Sep 17, 2009, 17:32 GMT
Sana'a, Yemen - Yemeni authorities on Thursday formed a panel to investigate reports of the death of 87 civilians Wednesday in an airstrike in the country's north-west, where the national army is battling Shiite rebels, the official Saba news agency reported.
A fighter jet shelled a gathering of people in a flat, rocky expanse in al-Adi area of the Harf Sufian district of Amran province, tribal sources said. In a second raid, they said, a war plane bombed survivors as they ran for safety in nearby farmland.
The country's Supreme Security Committee said the army command formed a fact-finding commission to investigate the reported civilian deaths.
The committee, though, said in a statement that al-Adi was a 'military operation zone' and that the government troops have recently killed three field rebel leaders in that area.
A local source in Houth district of Amran said the victims of the raid were buried in makeshift graves Thursday morning.
Military officials contacted by the German Press Agency dpa on Wednesday denied the reported casualties among civilians, saying there was no gathering of displaced people in al-Adi.
The Defence Ministry blamed the rebels for 'preventing citizens from leaving to the safe areas.'
'The terrorists are using innocent citizens as human shields,' the ministry said in an e-mailed statement that did not directly mention the airstrike.
A military source told the official Saba news agency that 'several rebels were killed' as the army struck rebel gatherings in Saada province and Harf Sufian district of neighbouring Amran province Wednesday.
Saada, some 240 kilometres north of Sana'a, has been the centre of fierce fighting between the rebels, known as Houthis, and government troops since the army launched a massive offensive on their strongholds on August 11.
Both sides continue claiming to have inflicted heavy casualties over the last five weeks, but none of the claims have been independently verified, with the media denied access to the restive province.
Officials said the offensive will only end when all insurgents surrender or are killed.
This is the latest flare-up in the fighting that has raged on and off since the Houthis revolt began in mid-2004.
Authorities accuse the Shiite group of seeking to restore the rule of the Zaydi royal family, which was toppled by a republican revolution in 1962 in northern Yemen.
The Houthis say they are in revolt against government corruption and the Yemeni alliance with the United States.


Which lines of the entries contain the word "Shipments"? Please list them.
Segment Start: Records provided
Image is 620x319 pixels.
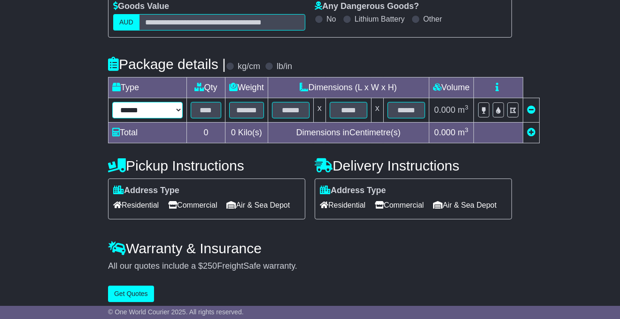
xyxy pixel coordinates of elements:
[108,240,512,256] h4: Warranty & Insurance
[277,62,292,72] label: lb/in
[227,198,290,212] span: Air & Sea Depot
[225,77,268,98] td: Weight
[434,128,455,137] span: 0.000
[108,308,244,316] span: © One World Courier 2025. All rights reserved.
[320,186,386,196] label: Address Type
[225,122,268,143] td: Kilo(s)
[168,198,217,212] span: Commercial
[320,198,365,212] span: Residential
[231,128,236,137] span: 0
[326,15,336,23] label: No
[109,122,187,143] td: Total
[108,56,226,72] h4: Package details |
[375,198,424,212] span: Commercial
[187,122,225,143] td: 0
[434,105,455,115] span: 0.000
[465,104,469,111] sup: 3
[108,286,154,302] button: Get Quotes
[113,198,159,212] span: Residential
[268,122,429,143] td: Dimensions in Centimetre(s)
[113,14,140,31] label: AUD
[113,186,179,196] label: Address Type
[113,1,169,12] label: Goods Value
[108,158,305,173] h4: Pickup Instructions
[108,261,512,271] div: All our quotes include a $ FreightSafe warranty.
[458,128,469,137] span: m
[355,15,405,23] label: Lithium Battery
[203,261,217,271] span: 250
[434,198,497,212] span: Air & Sea Depot
[187,77,225,98] td: Qty
[465,126,469,133] sup: 3
[268,77,429,98] td: Dimensions (L x W x H)
[109,77,187,98] td: Type
[313,98,326,122] td: x
[371,98,383,122] td: x
[429,77,473,98] td: Volume
[238,62,260,72] label: kg/cm
[527,105,535,115] a: Remove this item
[527,128,535,137] a: Add new item
[315,1,419,12] label: Any Dangerous Goods?
[458,105,469,115] span: m
[315,158,512,173] h4: Delivery Instructions
[423,15,442,23] label: Other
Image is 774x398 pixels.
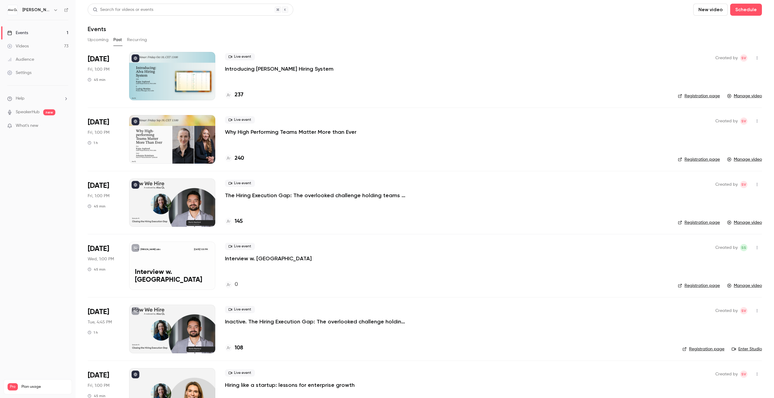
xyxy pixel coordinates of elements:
[225,180,255,187] span: Live event
[225,91,243,99] a: 237
[225,65,333,73] a: Introducing [PERSON_NAME] Hiring System
[88,66,109,73] span: Fri, 1:00 PM
[88,179,119,227] div: Jun 13 Fri, 1:00 PM (Europe/Stockholm)
[88,371,109,380] span: [DATE]
[88,383,109,389] span: Fri, 1:00 PM
[225,116,255,124] span: Live event
[225,344,243,352] a: 108
[234,218,243,226] h4: 145
[8,5,17,15] img: Alva Labs
[225,255,312,262] a: Interview w. [GEOGRAPHIC_DATA]
[730,4,762,16] button: Schedule
[678,220,720,226] a: Registration page
[88,330,98,335] div: 1 h
[225,318,406,325] a: Inactive. The Hiring Execution Gap: The overlooked challenge holding teams back
[234,91,243,99] h4: 237
[88,244,109,254] span: [DATE]
[135,269,209,284] p: Interview w. [GEOGRAPHIC_DATA]
[16,123,38,129] span: What's new
[88,305,119,353] div: May 13 Tue, 4:45 PM (Europe/Stockholm)
[88,118,109,127] span: [DATE]
[88,319,112,325] span: Tue, 4:45 PM
[234,281,238,289] h4: 0
[727,93,762,99] a: Manage video
[88,181,109,191] span: [DATE]
[741,244,746,251] span: SS
[88,52,119,100] div: Oct 10 Fri, 1:00 PM (Europe/Stockholm)
[741,181,746,188] span: SV
[88,35,108,45] button: Upcoming
[740,181,747,188] span: Sara Vinell
[693,4,727,16] button: New video
[43,109,55,115] span: new
[727,157,762,163] a: Manage video
[88,242,119,290] div: May 14 Wed, 1:00 PM (Europe/Stockholm)
[225,128,356,136] p: Why High Performing Teams Matter More than Ever
[678,283,720,289] a: Registration page
[715,54,737,62] span: Created by
[715,307,737,315] span: Created by
[234,344,243,352] h4: 108
[727,220,762,226] a: Manage video
[88,115,119,163] div: Sep 19 Fri, 1:00 PM (Europe/Stockholm)
[741,371,746,378] span: SV
[225,281,238,289] a: 0
[731,346,762,352] a: Enter Studio
[741,307,746,315] span: SV
[715,244,737,251] span: Created by
[225,243,255,250] span: Live event
[22,7,51,13] h6: [PERSON_NAME] Labs
[740,118,747,125] span: Sara Vinell
[7,57,34,63] div: Audience
[7,95,68,102] li: help-dropdown-opener
[127,35,147,45] button: Recurring
[715,181,737,188] span: Created by
[678,157,720,163] a: Registration page
[7,43,29,49] div: Videos
[740,307,747,315] span: Sara Vinell
[225,218,243,226] a: 145
[88,54,109,64] span: [DATE]
[678,93,720,99] a: Registration page
[715,118,737,125] span: Created by
[16,109,40,115] a: SpeakerHub
[740,244,747,251] span: Sophie Steele
[88,204,105,209] div: 45 min
[225,382,354,389] a: Hiring like a startup: lessons for enterprise growth
[88,256,114,262] span: Wed, 1:00 PM
[113,35,122,45] button: Past
[225,192,406,199] a: The Hiring Execution Gap: The overlooked challenge holding teams back
[741,54,746,62] span: SV
[88,25,106,33] h1: Events
[682,346,724,352] a: Registration page
[8,383,18,391] span: Pro
[225,53,255,60] span: Live event
[225,306,255,313] span: Live event
[16,95,24,102] span: Help
[88,267,105,272] div: 45 min
[88,141,98,145] div: 1 h
[715,371,737,378] span: Created by
[740,54,747,62] span: Sara Vinell
[740,371,747,378] span: Sara Vinell
[88,193,109,199] span: Fri, 1:00 PM
[88,77,105,82] div: 45 min
[192,247,209,252] span: [DATE] 1:00 PM
[129,242,215,290] a: Interview w. Scania[PERSON_NAME] Labs[DATE] 1:00 PMInterview w. [GEOGRAPHIC_DATA]
[7,70,31,76] div: Settings
[93,7,153,13] div: Search for videos or events
[88,130,109,136] span: Fri, 1:00 PM
[225,370,255,377] span: Live event
[225,154,244,163] a: 240
[234,154,244,163] h4: 240
[727,283,762,289] a: Manage video
[21,385,68,390] span: Plan usage
[7,30,28,36] div: Events
[741,118,746,125] span: SV
[141,248,160,251] p: [PERSON_NAME] Labs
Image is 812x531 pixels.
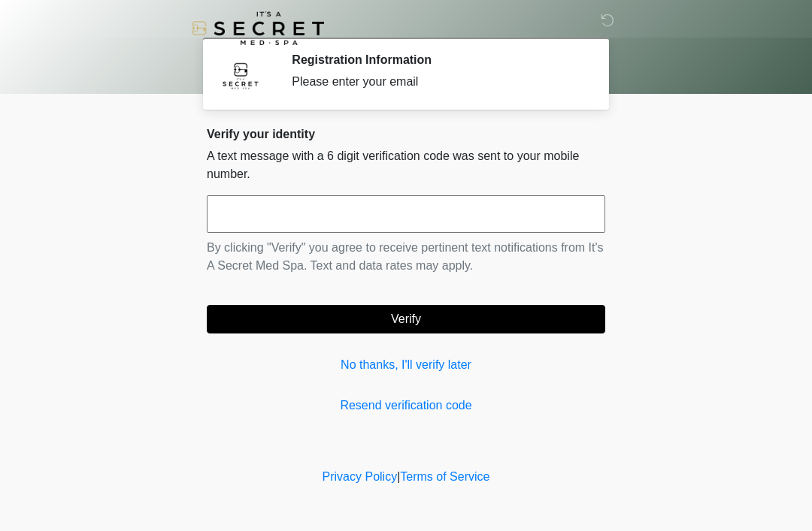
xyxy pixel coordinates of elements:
[397,471,400,483] a: |
[218,53,263,98] img: Agent Avatar
[291,53,582,67] h2: Registration Information
[322,471,398,483] a: Privacy Policy
[192,12,324,45] img: It's A Secret Med Spa Logo
[207,305,605,334] button: Verify
[207,397,605,415] a: Resend verification code
[291,73,582,91] div: Please enter your email
[400,471,489,483] a: Terms of Service
[207,357,605,374] a: No thanks, I'll verify later
[207,239,605,275] p: By clicking "Verify" you agree to receive pertinent text notifications from It's A Secret Med Spa...
[207,127,605,141] h2: Verify your identity
[207,148,605,183] p: A text message with a 6 digit verification code was sent to your mobile number.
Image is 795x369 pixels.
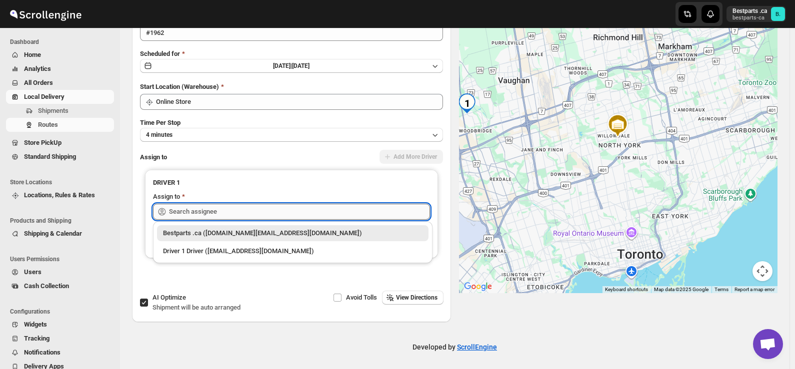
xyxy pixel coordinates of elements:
span: Store Locations [10,178,115,186]
button: View Directions [382,291,443,305]
span: 4 minutes [146,131,172,139]
li: Driver 1 Driver (sheida.kashkooli87@yahoo.com) [153,241,432,259]
span: Home [24,51,41,58]
img: ScrollEngine [8,1,83,26]
a: Open chat [753,329,783,359]
div: All Route Options [132,5,451,291]
span: Products and Shipping [10,217,115,225]
div: Bestparts .ca ([DOMAIN_NAME][EMAIL_ADDRESS][DOMAIN_NAME]) [163,228,422,238]
span: AI Optimize [152,294,186,301]
button: All Orders [6,76,114,90]
button: Routes [6,118,114,132]
button: Locations, Rules & Rates [6,188,114,202]
span: Bestparts .ca [771,7,785,21]
text: B. [775,11,780,17]
span: Shipping & Calendar [24,230,82,237]
button: Cash Collection [6,279,114,293]
span: Cash Collection [24,282,69,290]
span: Widgets [24,321,47,328]
span: Map data ©2025 Google [654,287,708,292]
p: bestparts-ca [732,15,767,21]
span: Shipments [38,107,68,114]
span: [DATE] [292,62,309,69]
p: Bestparts .ca [732,7,767,15]
button: User menu [726,6,786,22]
span: Assign to [140,153,167,161]
span: Locations, Rules & Rates [24,191,95,199]
span: Start Location (Warehouse) [140,83,219,90]
span: Analytics [24,65,51,72]
span: Tracking [24,335,49,342]
div: 1 [457,93,477,113]
span: Users [24,268,41,276]
button: Notifications [6,346,114,360]
img: Google [461,280,494,293]
span: Shipment will be auto arranged [152,304,240,311]
button: Home [6,48,114,62]
p: Developed by [412,342,497,352]
button: Keyboard shortcuts [605,286,648,293]
span: Notifications [24,349,60,356]
span: Configurations [10,308,115,316]
button: Tracking [6,332,114,346]
li: Bestparts .ca (bestparts.ca@gmail.com) [153,225,432,241]
button: Users [6,265,114,279]
a: Open this area in Google Maps (opens a new window) [461,280,494,293]
button: Widgets [6,318,114,332]
div: Assign to [153,192,180,202]
span: Users Permissions [10,255,115,263]
span: Local Delivery [24,93,64,100]
input: Search assignee [169,204,430,220]
span: View Directions [396,294,437,302]
h3: DRIVER 1 [153,178,430,188]
span: Time Per Stop [140,119,180,126]
button: Shipping & Calendar [6,227,114,241]
span: Store PickUp [24,139,61,146]
button: [DATE]|[DATE] [140,59,443,73]
span: All Orders [24,79,53,86]
button: Map camera controls [752,261,772,281]
div: Driver 1 Driver ([EMAIL_ADDRESS][DOMAIN_NAME]) [163,246,422,256]
a: Terms [714,287,728,292]
a: ScrollEngine [457,343,497,351]
span: Routes [38,121,58,128]
input: Eg: Bengaluru Route [140,25,443,41]
button: Shipments [6,104,114,118]
button: 4 minutes [140,128,443,142]
span: Scheduled for [140,50,180,57]
button: Analytics [6,62,114,76]
span: Dashboard [10,38,115,46]
span: Avoid Tolls [346,294,377,301]
a: Report a map error [734,287,774,292]
span: [DATE] | [273,62,292,69]
span: Standard Shipping [24,153,76,160]
input: Search location [156,94,443,110]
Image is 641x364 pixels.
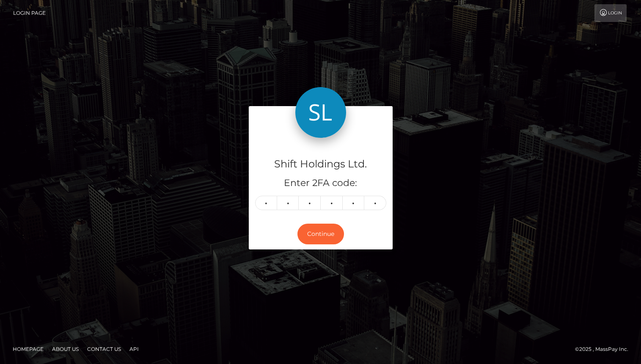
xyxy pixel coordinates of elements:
a: Login Page [13,4,46,22]
h4: Shift Holdings Ltd. [255,157,386,172]
a: About Us [49,342,82,355]
h5: Enter 2FA code: [255,177,386,190]
a: Login [594,4,627,22]
button: Continue [297,223,344,244]
div: © 2025 , MassPay Inc. [575,344,635,354]
a: Homepage [9,342,47,355]
a: Contact Us [84,342,125,355]
img: Shift Holdings Ltd. [295,87,346,138]
a: API [126,342,142,355]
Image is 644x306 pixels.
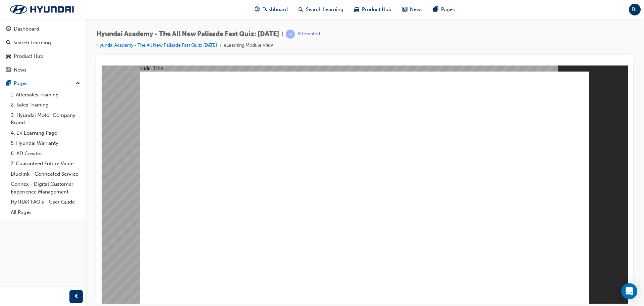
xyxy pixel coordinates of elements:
[299,5,303,14] span: search-icon
[8,90,83,100] a: 1. Aftersales Training
[3,23,83,36] a: Dashboard
[14,52,44,60] div: Product Hub
[6,81,11,87] span: pages-icon
[298,31,320,38] div: Attempted
[293,3,349,17] a: search-iconSearch Learning
[262,6,288,13] span: Dashboard
[621,283,637,299] div: Open Intercom Messenger
[433,5,439,14] span: pages-icon
[8,197,83,207] a: HyTRAK FAQ's - User Guide
[255,5,260,14] span: guage-icon
[3,77,83,90] button: Pages
[14,26,40,33] div: Dashboard
[349,3,397,17] a: car-iconProduct Hub
[3,37,83,49] a: Search Learning
[410,6,423,13] span: News
[402,5,407,14] span: news-icon
[629,4,641,15] button: BL
[74,293,79,301] span: prev-icon
[76,79,80,88] span: up-icon
[13,39,51,47] div: Search Learning
[354,5,360,14] span: car-icon
[14,80,28,87] div: Pages
[250,3,293,17] a: guage-iconDashboard
[286,30,295,39] span: learningRecordVerb_ATTEMPT-icon
[8,207,83,217] a: All Pages
[3,21,83,77] button: DashboardSearch LearningProduct HubNews
[8,138,83,148] a: 5. Hyundai Warranty
[6,54,11,60] span: car-icon
[8,179,83,197] a: Connex - Digital Customer Experience Management
[306,6,343,13] span: Search Learning
[8,110,83,128] a: 3. Hyundai Motor Company Brand
[8,128,83,138] a: 4. EV Learning Page
[6,26,11,32] span: guage-icon
[97,42,217,48] a: Hyundai Academy - The All New Palisade Fast Quiz: [DATE]
[8,148,83,159] a: 6. AD Creator
[14,66,27,74] div: News
[282,30,283,38] span: |
[3,3,80,17] img: Trak
[428,3,460,17] a: pages-iconPages
[632,6,638,13] span: BL
[362,6,392,13] span: Product Hub
[8,158,83,169] a: 7. Guaranteed Future Value
[6,40,11,46] span: search-icon
[397,3,428,17] a: news-iconNews
[97,30,279,38] span: Hyundai Academy - The All New Palisade Fast Quiz: [DATE]
[8,169,83,179] a: Bluelink - Connected Service
[8,100,83,110] a: 2. Sales Training
[3,64,83,76] a: News
[3,50,83,62] a: Product Hub
[441,6,455,13] span: Pages
[6,67,11,73] span: news-icon
[224,42,273,50] li: eLearning Module View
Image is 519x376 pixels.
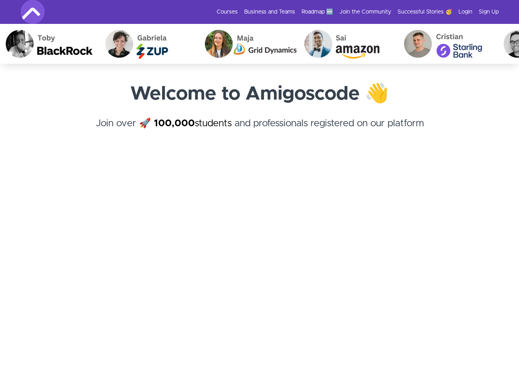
Segment End: Records provided
Written response:
span: Shipments [38,107,68,114]
button: Shipments [6,104,114,118]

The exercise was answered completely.